Sunday, December 13, 2009

The Christmas Pantomime -- Aladdin

The pantomime is a Christmas tradition in the UK, and this year the New Wimbledon Theatre has been publicising their production of Aladdin almost everywhere, including the ticket gates at Putney station. Eager as ever to get the authentic British experience here, we got tickets and went along.

This year there are four celebrities playing the role of the Genie: Ruby Wax, Pamela Anderson, Paul O'Grady and some woman off Eastenders. We were booked to see Pam, but due to "family commitments" we got Ruby instead.

In the end, it didn't matter much. The Genie was only on for a fraction of the show, and Ruby played it as a sarcastic, withering character who was either too cool or too busy to care about the surroundings. Thus, the show was mostly carried by the main cast: Wishy-Washy and Widow Twanky, Abanazar, and to a lesser extent Aladdin and Jasmine. There were plenty of jokes, lots of booing and hissing, and a rather out of place segment of Peking's Got Talent (we all got to sing about a worm at the bottom of the garden).

One highlight was Brian Blessed, who is famous for shouting lines. He had a microphone, but when he yelled "I can't hear you" for the third time, I'm sure they had the microphone off and his voice still filled the theatre. His appearances were formulaic -- turn up, encourage a few boos and hisses, spell out the plot (loudly) and then disappear to lightning. When you're the bad guy in the pantomime though, that's what you're there for.

Overall, the panto was quite good fun, and certainly a good way to spend an otherwise cold and dreary Sunday afternoon.


This contrasted rather nicely with Inherit the Wind, a play inspired by the Scopes trial of the 1920s. This was a much more serious play, although it had plenty of light moments. Kevin Spacey played the defence lawyer, and did a good job of an old-ish man who for some reason reminded me of Mark Twain. The eventual outcome was just as obvious as Aladdin, but the play kept our attention the whole way through. I spent a lot of the time feeling incredulous at how a town could be so closed-minded against science; but then again, the whole play was apparently a statement against the McCarthy communist-hating era that was around when the play was written.

Aladdin and Brian Blessed was certainly a contrast to Inherit the Wind and Kevin Spacey. Still, we had icecream in the interval at both.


--- Task requirements ---
The answer should be one number, the count of lines in the data with "ActivityDaoImpl".

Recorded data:
↓
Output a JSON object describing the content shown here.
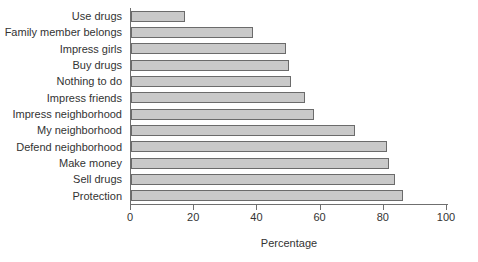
{
  "chart_data": {
    "type": "bar",
    "orientation": "horizontal",
    "title": "",
    "subtitle": "",
    "xlabel": "Percentage",
    "ylabel": "",
    "xlim": [
      0,
      100
    ],
    "xticks": [
      0,
      20,
      40,
      60,
      80,
      100
    ],
    "xtick_labels": [
      "0",
      "20",
      "40",
      "60",
      "80",
      "100"
    ],
    "grid": false,
    "legend": null,
    "bar_color": "#c9c9c9",
    "bar_edge_color": "#6b6b6b",
    "axis_color": "#6f6f6f",
    "categories": [
      "Use drugs",
      "Family member belongs",
      "Impress girls",
      "Buy drugs",
      "Nothing to do",
      "Impress friends",
      "Impress neighborhood",
      "My neighborhood",
      "Defend neighborhood",
      "Make money",
      "Sell drugs",
      "Protection"
    ],
    "values": [
      17,
      38.5,
      49,
      50,
      50.5,
      55,
      58,
      71,
      81,
      81.5,
      83.5,
      86
    ]
  }
}
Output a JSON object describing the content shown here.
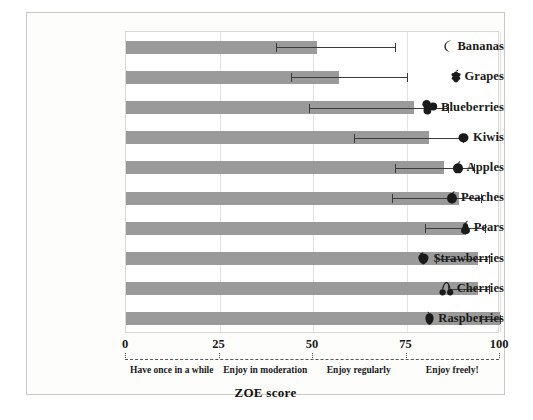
{
  "chart_data": {
    "type": "bar",
    "orientation": "horizontal",
    "title": "",
    "xlabel": "ZOE score",
    "ylabel": "",
    "xlim": [
      0,
      100
    ],
    "xticks": [
      0,
      25,
      50,
      75,
      100
    ],
    "xtick_labels": [
      "0",
      "25",
      "50",
      "75",
      "100"
    ],
    "grid": true,
    "legend": null,
    "categories": [
      "Bananas",
      "Grapes",
      "Blueberries",
      "Kiwis",
      "Apples",
      "Peaches",
      "Pears",
      "Strawberries",
      "Cherries",
      "Raspberries"
    ],
    "values": [
      51,
      57,
      77,
      81,
      85,
      89,
      91,
      94,
      94,
      100
    ],
    "error_low": [
      40,
      44,
      49,
      61,
      72,
      71,
      80,
      83,
      86,
      95
    ],
    "error_high": [
      72,
      75,
      86,
      90,
      93,
      95,
      96,
      97,
      97,
      100
    ],
    "bar_color": "#9a9a9a",
    "error_color": "#3a3a3a",
    "zones": [
      {
        "label": "Have once in a while",
        "center": 12.5
      },
      {
        "label": "Enjoy in moderation",
        "center": 37.5
      },
      {
        "label": "Enjoy regularly",
        "center": 62.5
      },
      {
        "label": "Enjoy freely!",
        "center": 87.5
      }
    ],
    "icons": [
      "banana-icon",
      "grapes-icon",
      "blueberries-icon",
      "kiwi-icon",
      "apple-icon",
      "peach-icon",
      "pear-icon",
      "strawberry-icon",
      "cherries-icon",
      "raspberry-icon"
    ]
  }
}
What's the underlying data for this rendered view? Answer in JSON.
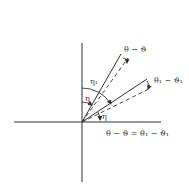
{
  "diagram": {
    "type": "angle-geometry",
    "colors": {
      "line": "#333333",
      "background": "#ffffff"
    },
    "axes": {
      "horizontal": "x-axis",
      "vertical": "y-axis"
    },
    "labels": {
      "upper_angle": "θ − ϑ",
      "lower_angle": "θ₁ − ϑ₁",
      "eta1": "η₁",
      "eta_upper": "η",
      "eta_lower": "η",
      "equation": "θ − ϑ = θ₁ − ϑ₁"
    },
    "lines": [
      {
        "name": "upper-solid-ray",
        "style": "solid"
      },
      {
        "name": "upper-dashed-ray",
        "style": "dashed"
      },
      {
        "name": "lower-solid-ray",
        "style": "solid"
      },
      {
        "name": "lower-dashed-ray",
        "style": "dashed"
      }
    ]
  }
}
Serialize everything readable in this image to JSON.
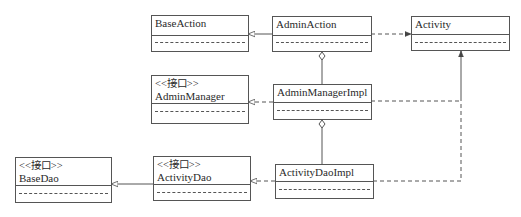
{
  "diagram": {
    "type": "uml-class-diagram",
    "colors": {
      "stroke": "#555555",
      "text": "#2a2a2a",
      "background": "#ffffff"
    },
    "classes": [
      {
        "id": "BaseAction",
        "stereotype": "",
        "name": "BaseAction"
      },
      {
        "id": "AdminAction",
        "stereotype": "",
        "name": "AdminAction"
      },
      {
        "id": "Activity",
        "stereotype": "",
        "name": "Activity"
      },
      {
        "id": "AdminManager",
        "stereotype": "<<接口>>",
        "name": "AdminManager"
      },
      {
        "id": "AdminManagerImpl",
        "stereotype": "",
        "name": "AdminManagerImpl"
      },
      {
        "id": "BaseDao",
        "stereotype": "<<接口>>",
        "name": "BaseDao"
      },
      {
        "id": "ActivityDao",
        "stereotype": "<<接口>>",
        "name": "ActivityDao"
      },
      {
        "id": "ActivityDaoImpl",
        "stereotype": "",
        "name": "ActivityDaoImpl"
      }
    ],
    "relations": [
      {
        "from": "AdminAction",
        "to": "BaseAction",
        "kind": "generalization"
      },
      {
        "from": "AdminAction",
        "to": "Activity",
        "kind": "dependency"
      },
      {
        "from": "AdminAction",
        "to": "AdminManagerImpl",
        "kind": "aggregation"
      },
      {
        "from": "AdminManagerImpl",
        "to": "AdminManager",
        "kind": "realization"
      },
      {
        "from": "AdminManagerImpl",
        "to": "Activity",
        "kind": "dependency"
      },
      {
        "from": "AdminManagerImpl",
        "to": "ActivityDaoImpl",
        "kind": "aggregation"
      },
      {
        "from": "ActivityDaoImpl",
        "to": "ActivityDao",
        "kind": "realization"
      },
      {
        "from": "ActivityDaoImpl",
        "to": "Activity",
        "kind": "dependency"
      },
      {
        "from": "ActivityDao",
        "to": "BaseDao",
        "kind": "generalization"
      }
    ]
  }
}
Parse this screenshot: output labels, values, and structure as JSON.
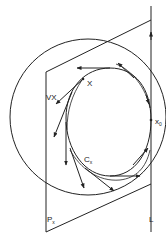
{
  "diagram": {
    "labels": {
      "grad": "VX",
      "point": "X",
      "x0_main": "x",
      "x0_sub": "0",
      "curve_main": "C",
      "curve_sub": "x",
      "plane_main": "P",
      "plane_sub": "x",
      "line": "L"
    },
    "colors": {
      "stroke": "#222222",
      "background": "#ffffff"
    }
  }
}
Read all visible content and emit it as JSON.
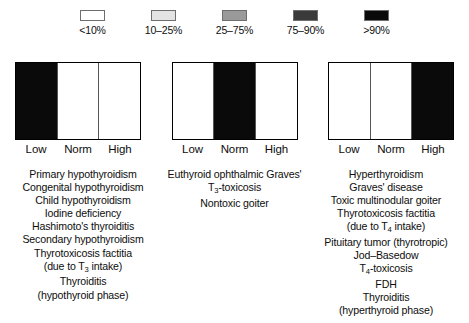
{
  "legend": {
    "items": [
      {
        "label": "<10%",
        "color": "#ffffff",
        "name": "legend-swatch-lt10"
      },
      {
        "label": "10–25%",
        "color": "#e3e3e3",
        "name": "legend-swatch-10-25"
      },
      {
        "label": "25–75%",
        "color": "#9a9a9a",
        "name": "legend-swatch-25-75"
      },
      {
        "label": "75–90%",
        "color": "#3a3a3a",
        "name": "legend-swatch-75-90"
      },
      {
        "label": ">90%",
        "color": "#0a0a0a",
        "name": "legend-swatch-gt90"
      }
    ]
  },
  "panels": [
    {
      "id": "panel-hypothyroid",
      "axis": [
        "Low",
        "Norm",
        "High"
      ],
      "bars": [
        {
          "segment": "Low",
          "color": "#0a0a0a",
          "band": ">90%"
        },
        {
          "segment": "Norm",
          "color": "#ffffff",
          "band": "<10%"
        },
        {
          "segment": "High",
          "color": "#ffffff",
          "band": "<10%"
        }
      ],
      "conditions": [
        "Primary hypothyroidism",
        "Congenital hypothyroidism",
        "Child hypothyroidism",
        "Iodine deficiency",
        "Hashimoto's thyroiditis",
        "Secondary hypothyroidism",
        "Thyrotoxicosis factitia",
        "(due to T<sub>3</sub> intake)",
        "Thyroiditis",
        "(hypothyroid phase)"
      ]
    },
    {
      "id": "panel-euthyroid",
      "axis": [
        "Low",
        "Norm",
        "High"
      ],
      "bars": [
        {
          "segment": "Low",
          "color": "#ffffff",
          "band": "<10%"
        },
        {
          "segment": "Norm",
          "color": "#0a0a0a",
          "band": ">90%"
        },
        {
          "segment": "High",
          "color": "#ffffff",
          "band": "<10%"
        }
      ],
      "conditions": [
        "Euthyroid ophthalmic Graves'",
        "T<sub>3</sub>-toxicosis",
        "Nontoxic goiter"
      ]
    },
    {
      "id": "panel-hyperthyroid",
      "axis": [
        "Low",
        "Norm",
        "High"
      ],
      "bars": [
        {
          "segment": "Low",
          "color": "#ffffff",
          "band": "<10%"
        },
        {
          "segment": "Norm",
          "color": "#ffffff",
          "band": "<10%"
        },
        {
          "segment": "High",
          "color": "#0a0a0a",
          "band": ">90%"
        }
      ],
      "conditions": [
        "Hyperthyroidism",
        "Graves' disease",
        "Toxic multinodular goiter",
        "Thyrotoxicosis factitia",
        "(due to T<sub>4</sub> intake)",
        "Pituitary tumor (thyrotropic)",
        "Jod–Basedow",
        "T<sub>4</sub>-toxicosis",
        "FDH",
        "Thyroiditis",
        "(hyperthyroid phase)"
      ]
    }
  ],
  "chart_data": {
    "type": "bar",
    "title": "",
    "xlabel": "",
    "ylabel": "",
    "categories": [
      "Low",
      "Norm",
      "High"
    ],
    "legend_position": "top",
    "grid": false,
    "legend_bands": [
      "<10%",
      "10–25%",
      "25–75%",
      "75–90%",
      ">90%"
    ],
    "series": [
      {
        "name": "Hypothyroid pattern",
        "values": [
          ">90%",
          "<10%",
          "<10%"
        ]
      },
      {
        "name": "Euthyroid pattern",
        "values": [
          "<10%",
          ">90%",
          "<10%"
        ]
      },
      {
        "name": "Hyperthyroid pattern",
        "values": [
          "<10%",
          "<10%",
          ">90%"
        ]
      }
    ]
  }
}
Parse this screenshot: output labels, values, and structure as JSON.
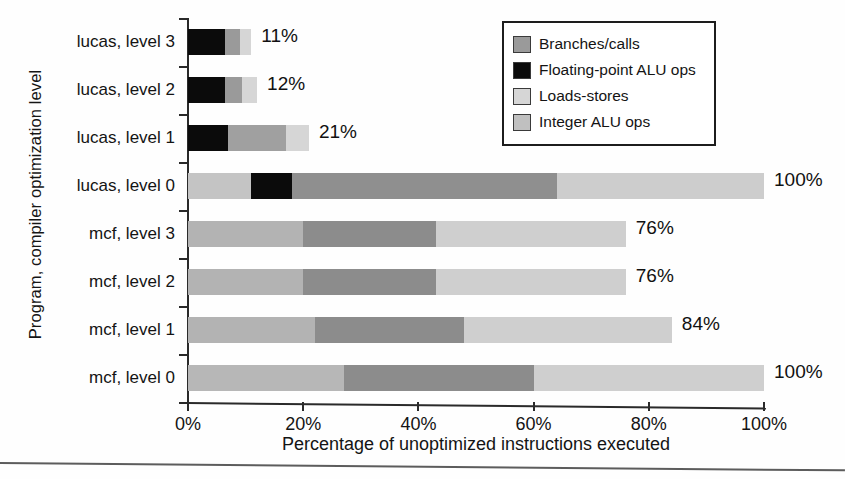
{
  "chart_data": {
    "type": "bar",
    "orientation": "horizontal",
    "stacked": true,
    "title": "",
    "xlabel": "Percentage of unoptimized instructions executed",
    "ylabel": "Program, compiler optimization level",
    "xlim": [
      0,
      100
    ],
    "xticks": [
      "0%",
      "20%",
      "40%",
      "60%",
      "80%",
      "100%"
    ],
    "xtick_values": [
      0,
      20,
      40,
      60,
      80,
      100
    ],
    "grid": false,
    "legend_position": "top-right",
    "legend": [
      {
        "label": "Branches/calls",
        "color": "#9a9a9a"
      },
      {
        "label": "Floating-point ALU ops",
        "color": "#0b0b0b"
      },
      {
        "label": "Loads-stores",
        "color": "#d2d2d2"
      },
      {
        "label": "Integer ALU ops",
        "color": "#bdbdbd"
      }
    ],
    "categories": [
      "lucas, level 3",
      "lucas, level 2",
      "lucas, level 1",
      "lucas, level 0",
      "mcf, level 3",
      "mcf, level 2",
      "mcf, level 1",
      "mcf, level 0"
    ],
    "totals": [
      11,
      12,
      21,
      100,
      76,
      76,
      84,
      100
    ],
    "total_labels": [
      "11%",
      "12%",
      "21%",
      "100%",
      "76%",
      "76%",
      "84%",
      "100%"
    ],
    "bars": [
      {
        "category": "lucas, level 3",
        "total": 11,
        "label": "11%",
        "segments": [
          {
            "series": "Floating-point ALU ops",
            "value": 6.5,
            "color": "#0b0b0b"
          },
          {
            "series": "Branches/calls",
            "value": 2.5,
            "color": "#9a9a9a"
          },
          {
            "series": "Loads-stores",
            "value": 2.0,
            "color": "#d6d6d6"
          }
        ]
      },
      {
        "category": "lucas, level 2",
        "total": 12,
        "label": "12%",
        "segments": [
          {
            "series": "Floating-point ALU ops",
            "value": 6.5,
            "color": "#0b0b0b"
          },
          {
            "series": "Branches/calls",
            "value": 2.8,
            "color": "#9a9a9a"
          },
          {
            "series": "Loads-stores",
            "value": 2.7,
            "color": "#d6d6d6"
          }
        ]
      },
      {
        "category": "lucas, level 1",
        "total": 21,
        "label": "21%",
        "segments": [
          {
            "series": "Floating-point ALU ops",
            "value": 7.0,
            "color": "#0b0b0b"
          },
          {
            "series": "Branches/calls",
            "value": 10.0,
            "color": "#a0a0a0"
          },
          {
            "series": "Loads-stores",
            "value": 4.0,
            "color": "#d6d6d6"
          }
        ]
      },
      {
        "category": "lucas, level 0",
        "total": 100,
        "label": "100%",
        "segments": [
          {
            "series": "Integer ALU ops",
            "value": 11.0,
            "color": "#c4c4c4"
          },
          {
            "series": "Floating-point ALU ops",
            "value": 7.0,
            "color": "#0b0b0b"
          },
          {
            "series": "Branches/calls",
            "value": 46.0,
            "color": "#8f8f8f"
          },
          {
            "series": "Loads-stores",
            "value": 36.0,
            "color": "#cdcdcd"
          }
        ]
      },
      {
        "category": "mcf, level 3",
        "total": 76,
        "label": "76%",
        "segments": [
          {
            "series": "Integer ALU ops",
            "value": 20.0,
            "color": "#b3b3b3"
          },
          {
            "series": "Branches/calls",
            "value": 23.0,
            "color": "#8c8c8c"
          },
          {
            "series": "Loads-stores",
            "value": 33.0,
            "color": "#cfcfcf"
          }
        ]
      },
      {
        "category": "mcf, level 2",
        "total": 76,
        "label": "76%",
        "segments": [
          {
            "series": "Integer ALU ops",
            "value": 20.0,
            "color": "#b3b3b3"
          },
          {
            "series": "Branches/calls",
            "value": 23.0,
            "color": "#8c8c8c"
          },
          {
            "series": "Loads-stores",
            "value": 33.0,
            "color": "#cfcfcf"
          }
        ]
      },
      {
        "category": "mcf, level 1",
        "total": 84,
        "label": "84%",
        "segments": [
          {
            "series": "Integer ALU ops",
            "value": 22.0,
            "color": "#b3b3b3"
          },
          {
            "series": "Branches/calls",
            "value": 26.0,
            "color": "#8c8c8c"
          },
          {
            "series": "Loads-stores",
            "value": 36.0,
            "color": "#cfcfcf"
          }
        ]
      },
      {
        "category": "mcf, level 0",
        "total": 100,
        "label": "100%",
        "segments": [
          {
            "series": "Integer ALU ops",
            "value": 27.0,
            "color": "#b7b7b7"
          },
          {
            "series": "Branches/calls",
            "value": 33.0,
            "color": "#8c8c8c"
          },
          {
            "series": "Loads-stores",
            "value": 40.0,
            "color": "#cfcfcf"
          }
        ]
      }
    ]
  },
  "axes": {
    "x_title": "Percentage of unoptimized instructions executed",
    "y_title": "Program, compiler optimization level"
  },
  "legend": {
    "items": [
      {
        "label": "Branches/calls",
        "swatch": "#9a9a9a"
      },
      {
        "label": "Floating-point ALU ops",
        "swatch": "#0b0b0b"
      },
      {
        "label": "Loads-stores",
        "swatch": "#d6d6d6"
      },
      {
        "label": "Integer ALU ops",
        "swatch": "#c0c0c0"
      }
    ]
  }
}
↑
--- Completed task ---
5